But Stella only hid her face a little lower, and spoke no word.

He laid his hand upon her as she sat. "What does that mean?" he said. "Isn't your love equal to the strain?"

She shook her head dumbly. She could not meet his look.

"What?" he said. "Is my love greater than yours then? I would trust his honour even to the gallows, if need be. Can't you say as much?"

She answered him with her head bowed, her words barely audible. "It isn't a question of love. I—should always love him—whatever he did."

"Ah!" The flicker of a smile crossed Bernard's face. "That is the woman's way. There's a good deal to be said for it, I daresay."

"Yes—yes." Quiveringly she made answer. "But—if this thing were true—my love would have to be sacrificed, even—even though it would mean tearing out my very heart. I couldn't go on—with him. I couldn't—possibly."

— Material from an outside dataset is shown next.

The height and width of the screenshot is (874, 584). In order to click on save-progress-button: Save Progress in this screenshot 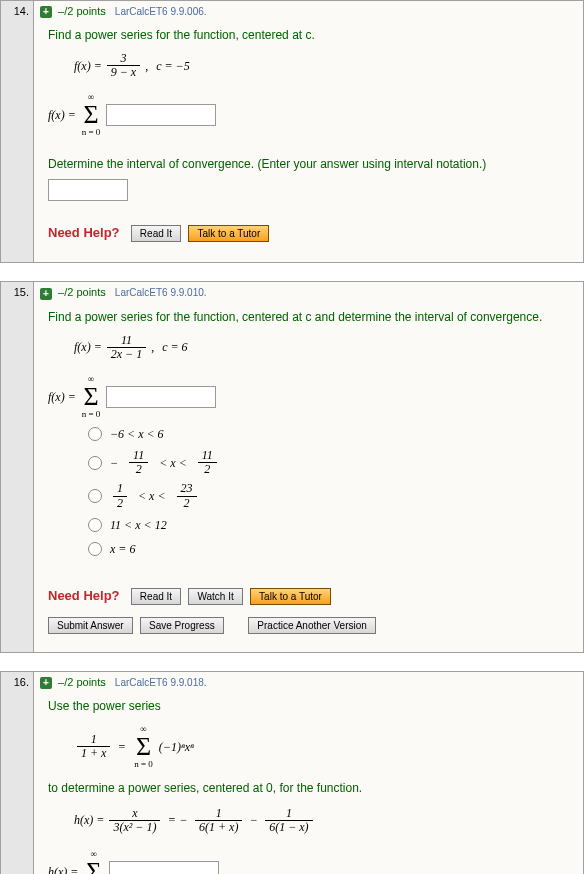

Her words trembled into silence, and the light died out of Bernard's eyes. "I see," he said slowly. "But, my dear, I can't understand how you—loving him as you do—can allow for a moment, even in your most secret heart, that such a thing as this could be true. That is where you begin to go wrong. That is what does the harm."

She looked up at last, and the despair in her eyes went straight to his heart. "I have always felt there was—something," she said. "I can't tell you exactly how. But it has always been there. I tried hard not to love him—not to marry him. But it was no use. He mastered me with his love. But I always knew—I always knew—that there was something hidden which I might not see. I have caught sight of it a dozen times, but I have never really seen it." She suppressed a quick shudder. "I have been afraid of it, and—I have always looked the other way."

"A mistake," Bernard said. "You should always face your bogies. They have a trick of swelling out of all proportion to their actual size if you don't."